“This speck which now appears as an almost invisible point in the horizon, is the embryo of a tornado which will burst on the countries on both shores of the Atlantic and involve in it’s effects their highest destinies.”
This Thomas Jefferson quote is from a letter sent to Pierre Samuel Du Pont de Memours, concerning the Louisiana Purchase. In his letter to Du Pont de Memours of April 25, 1802, Jefferson explained the need for the United States to purchase the 827,000 square mile swath of land encompassing much of the Mississippi River and territories west from New Orleans to the Canadian border.
Jefferson’s fear was that Napoleon had designs to force Spain to transfer their Louisiana territories to France, thus isolating the crucial port of New Orleans and threatening American commerce and western expansion plans. American access to navigate the Mississippi River and move goods in and out of New Orleans had been guaranteed in the Treaty of 1795 with Spain. A Napoleon led France possessing these western lands would control the continent, and would spark in Jefferson’s mind, the ‘tornado’ of armed conflict for the control of North America. This fear is what motivated Jefferson in 1802 to open diplomatic channels to Spain to purchase the Louisiana territories for the United States.
Jefferson’s fears were well founded. Spain transferred the Louisiana lands to France in October of 1802. The “speck” on the horizon could now spin into the “tornado” of war triggered by the Louisiana territories changing ownership from Spain to France.
“The Louisiana situation reached a crisis point in October 1802 when Spain's King Charles IV signed a decree transferring the territory to France and the Spanish agent in New Orleans, acting on orders from the Spanish court, revoked Americans' access to the port's warehouses. These moves prompted outrage in the United States.”
Jefferson was under pressure from western citizens and opposition party Federalist to seize the Louisiana lands. He sent off the Louis and Clark Expedition in 1803 to survey the western territories. He authorized James Monroe as minister extraordinary to join the Livingston delegation in France to represent and secure American rights of movement and commerce in the western lands. The president’s hope was that lands could be purchased to secure at minimum the navigation and commerce for New Orleans.

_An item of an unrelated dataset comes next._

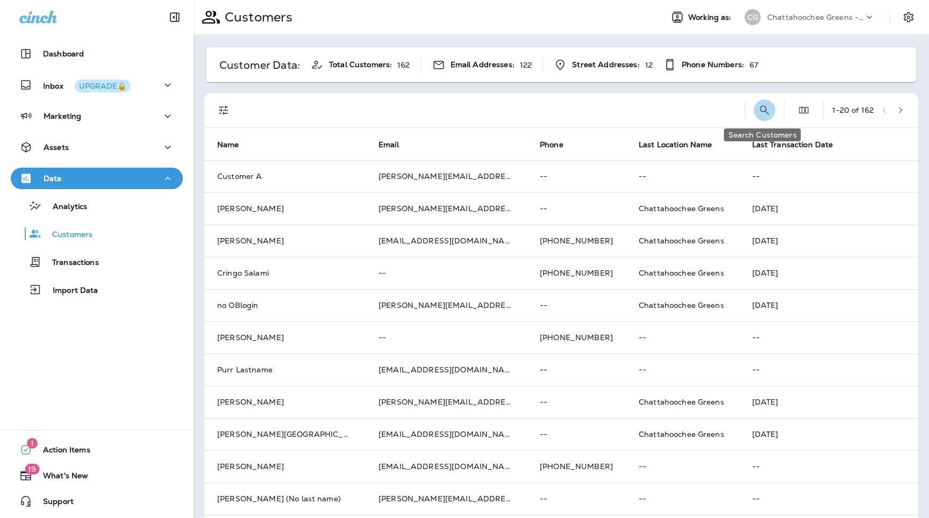 The height and width of the screenshot is (518, 929). Describe the element at coordinates (70, 263) in the screenshot. I see `p: Transactions` at that location.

To Monroe’s surprise, he reached France to find out that Napoleon was willing to sell all of the Louisiana territories to the United States at a bargain price of $18 per square mile. As fate would have it, Napoleon was embroiled in putting down uprisings in Haiti. He had no appetite for conflict with the United States and by proxy Great Britain. He preferred selling France’s North American lands to the United States and sealing Great Britain to a Canada footprint.
That is how the we came into possession of the Louisiana Purchase that paved the way for the United States to grow from Atlantic to Pacific Oceans and at the same time avoid the “tornado” that Jefferson envisioned with the European powers during his presidency.